Articles by: Geisel Communications

Pharma Watch: Raising Awareness or Drumming Up Sales?

Scientific AmericanSciAm story quotes Steven Woloshin, professor of medicine, community and family medicine, and of the Dartmouth Institute for Health Policy and Clinical Practice, about how pharmaceutical companies use disease awareness campaigns as drug selling tactics. “Drug company sponsorship doesn’t mean the information is bogus—but it does raise a red flag because companies do stand to benefit from increasing diagnoses, which leads to more treatment,” says Woloshin.

News About the Success of a New Ebola Vaccine May Be Too Good to Be True

The Conversation – An opinion piece by Timothy Lahey, associate professor of medicine, community and family medicine, and of the Dartmouth Institute for Health Policy and Clinical Practice, on a recent study published in the prestigious journal The Lancet on a new Ebola vaccine that was “100% effective.” Lahey notes that the vaccine is wonderful news, but that for three reasons, we cannot know if the vaccine really worked, or how well. “Those reasons are the lack of placebo comparison, the way the investigators diagnosed vaccine failure and the possibility of statistical flukes,” says Lahey.

Clinical Performance Measures Address Underuse and Overuse of Care in Healthcare Settings

News Medical – Cites a study co-authored by Brenda Sirovich, associate professor of medicine, community and family medicine, and of the Dartmouth Institute for Health Policy and Clinical Practice, recently published in the journal JAMA Internal Medicine. The study examined 16 national collections of clinical performance measures and found that more than 90 percent of 521 outpatient measures targeted underuse of care and only 7 percent addressed overuse of care.

The Covert World of People Trying to Edit Wikipedia—for Pay

The Atlantic – Quotes Sohail Mirza, professor of orthopaedic surgery and of the Dartmouth Institute for Health Policy and Clinical Practice, in an article about how some medical device manufacturing companies pay their employees to make favorable edits to Wikipedia entries on surgeries and procedures that mention their products, and sometimes ask doctors with financial ties to their company to request edits to Wikipedia text

Geography Affects What Medicine Seniors Get

Defiance Crescent News – Quotes Jeffrey Munson, assistant professor of medicine and of the Dartmouth Institute for Health Policy and Clinical Practice, on new research from the Dartmouth Atlas of Health Care which found that where seniors live makes a difference not only to how much health care they receive but also the medications they’re prescribed—as some miss out on key treatments while others get risky ones.

In Tough Diagnostics World, Will Ruling Out Cancer Be Good Business?

Xconomy – Quotes H. Gilbert Welch, professor of medicine, community and family medicine, and of the Dartmouth Institute for Health Policy and Clinical Practice, on new molecular “rule-out” tests, based on genomic or proteomic analysis, that can tell someone who has suspicious lung nodules if they don’t have cancer and route them away from unnecessary procedures. “It’s a great direction to move, and intellectually I can appreciate the effort,” says Welch. “But the question is how well (do they) perform, and how do we decide whether the tests actually work?”

Dartmouth Professors Call Out Drug Companies for “Selling a Disease”

The Legal Examiner – Cites an opinion piece published in The Washington Post by Steven Woloshin and Lisa Schwartz, both professors of medicine, community and family medicine, and of the Dartmouth Institute for Health Policy and Clinical Practice, on testosterone drug risks. In the opinion piece, Woloshin and Schwartz criticized testosterone drug therapy manufacturers for creating “disease-awareness” campaigns that put many men at risk of serious side effects, including heart attack and stroke.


#### YOUR ASSIGNMENT:
Please copy, exactly as they appear below, the lines from the one containing "You are a GUI" through the one containing "This screenshot has width=1204, height=554.".

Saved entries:
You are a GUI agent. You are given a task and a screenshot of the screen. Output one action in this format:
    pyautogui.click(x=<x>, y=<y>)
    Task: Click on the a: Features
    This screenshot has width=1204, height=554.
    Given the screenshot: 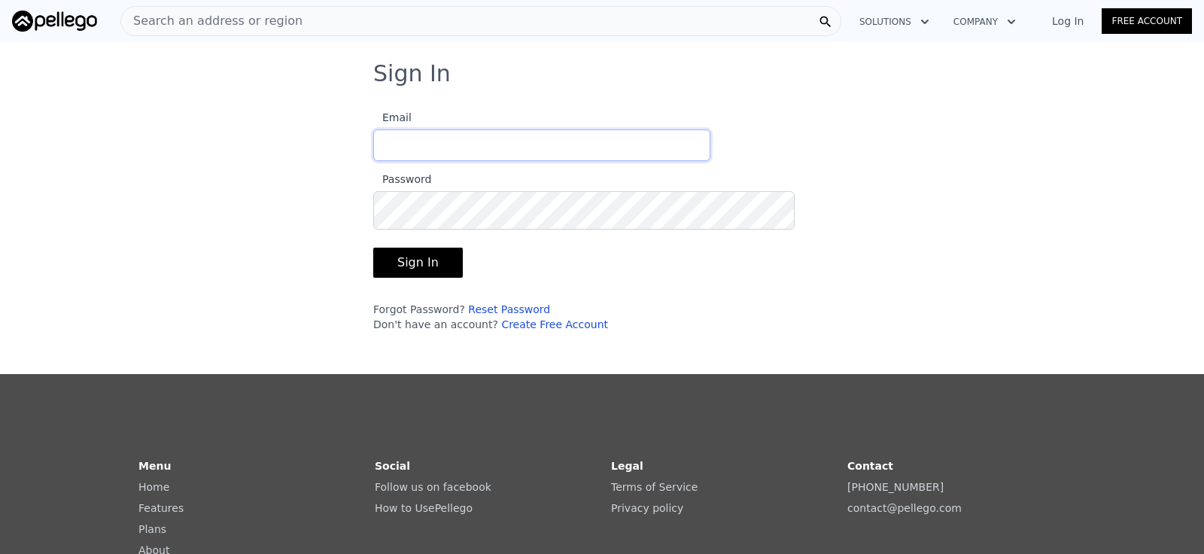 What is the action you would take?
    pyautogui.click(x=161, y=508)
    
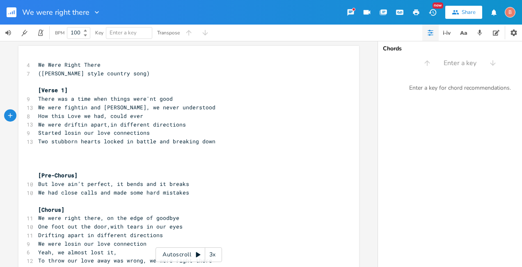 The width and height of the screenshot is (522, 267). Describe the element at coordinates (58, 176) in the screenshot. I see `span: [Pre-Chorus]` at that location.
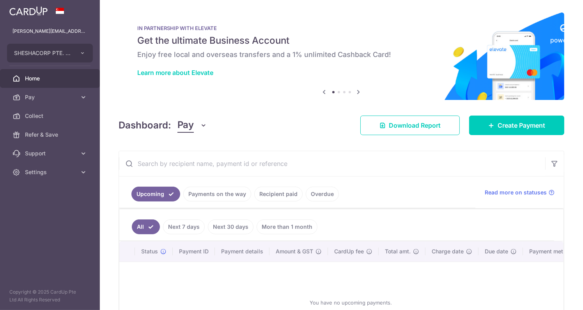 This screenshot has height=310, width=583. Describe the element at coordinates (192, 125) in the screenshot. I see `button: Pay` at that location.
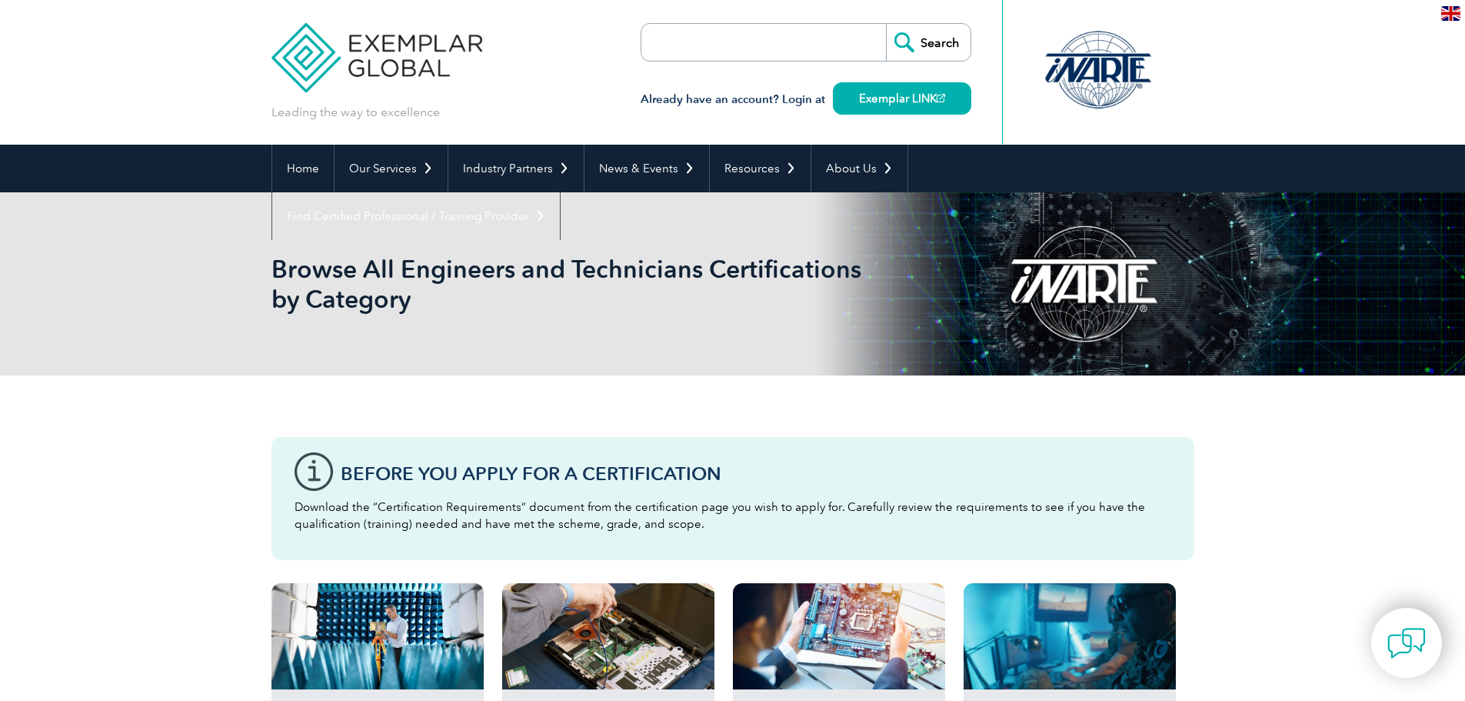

--

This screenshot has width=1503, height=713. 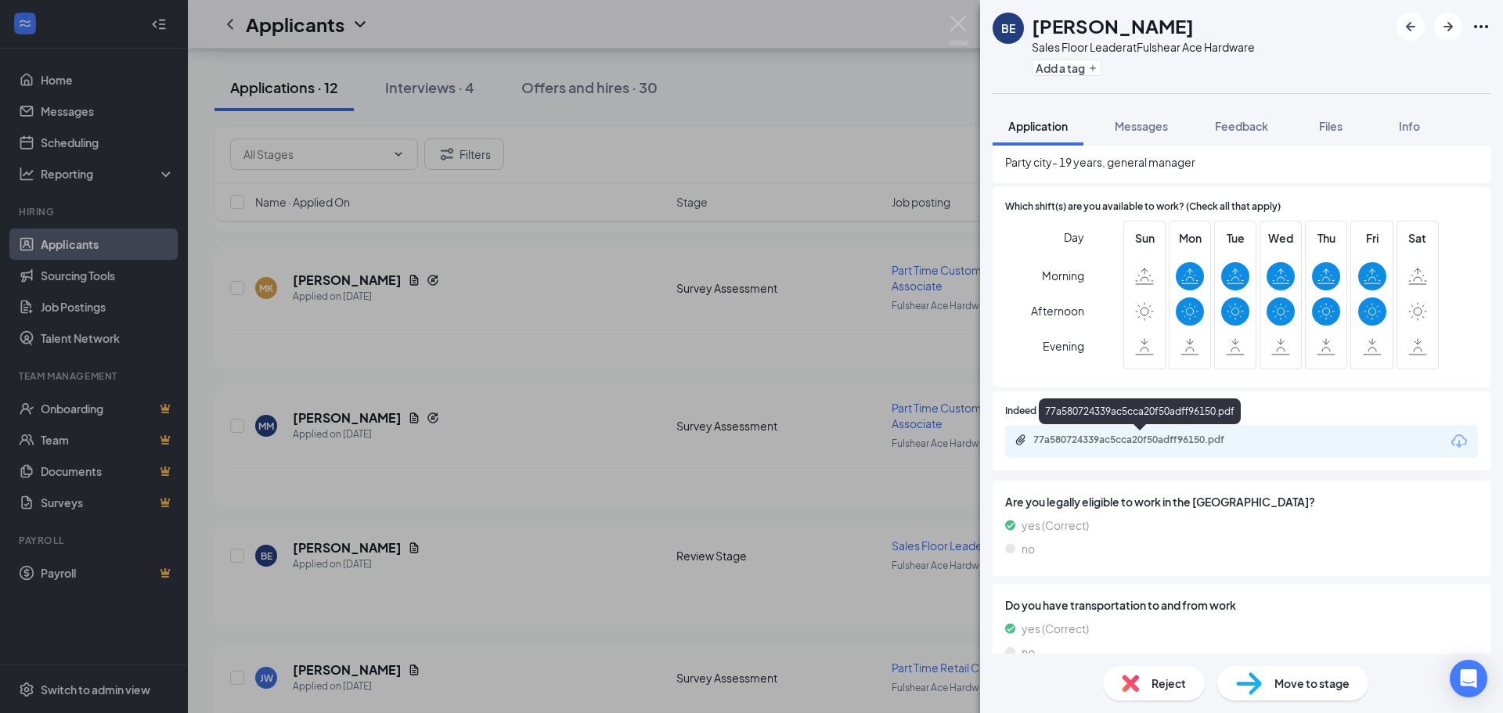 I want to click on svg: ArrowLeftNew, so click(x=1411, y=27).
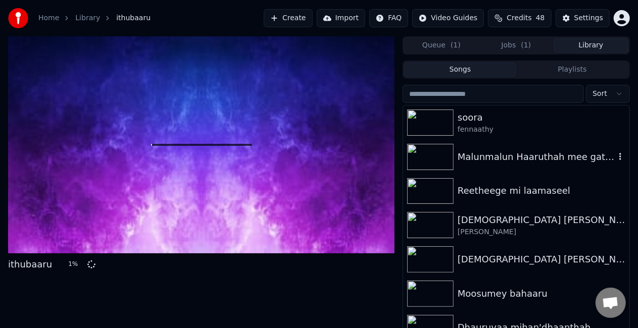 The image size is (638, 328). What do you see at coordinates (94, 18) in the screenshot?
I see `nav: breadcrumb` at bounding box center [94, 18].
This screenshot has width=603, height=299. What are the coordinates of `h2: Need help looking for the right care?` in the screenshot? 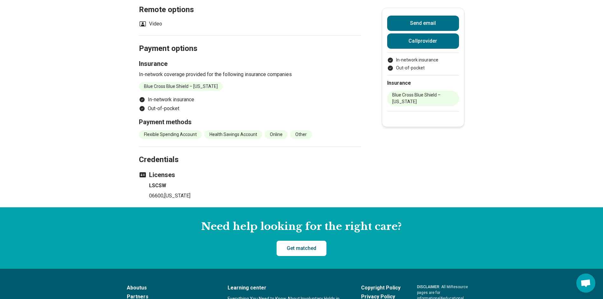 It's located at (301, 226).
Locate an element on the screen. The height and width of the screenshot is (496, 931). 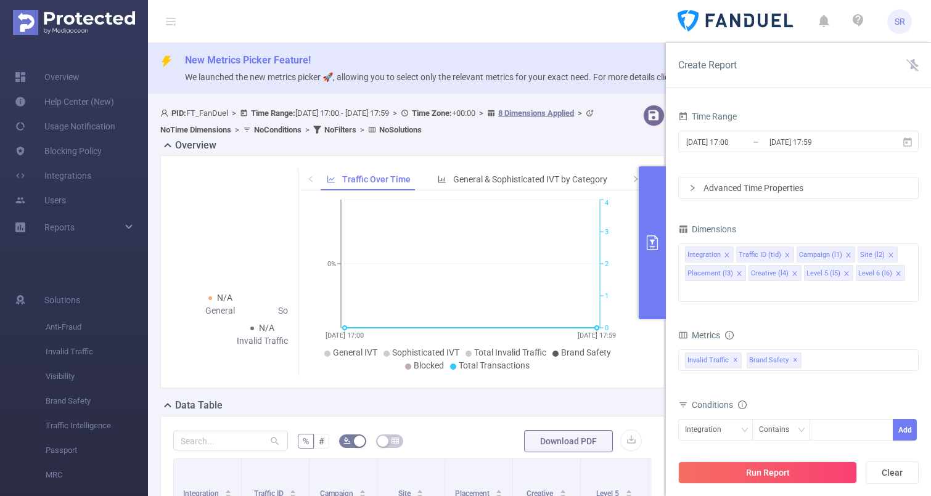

#### TASK RESPONSE:
You are a GUI agent. You are given a task and a screenshot of the screen. Output one action in this format:
    pyautogui.click(x=<x>, y=<y>)
    Task: Click on the a: Features
    This screenshot has width=1204, height=554.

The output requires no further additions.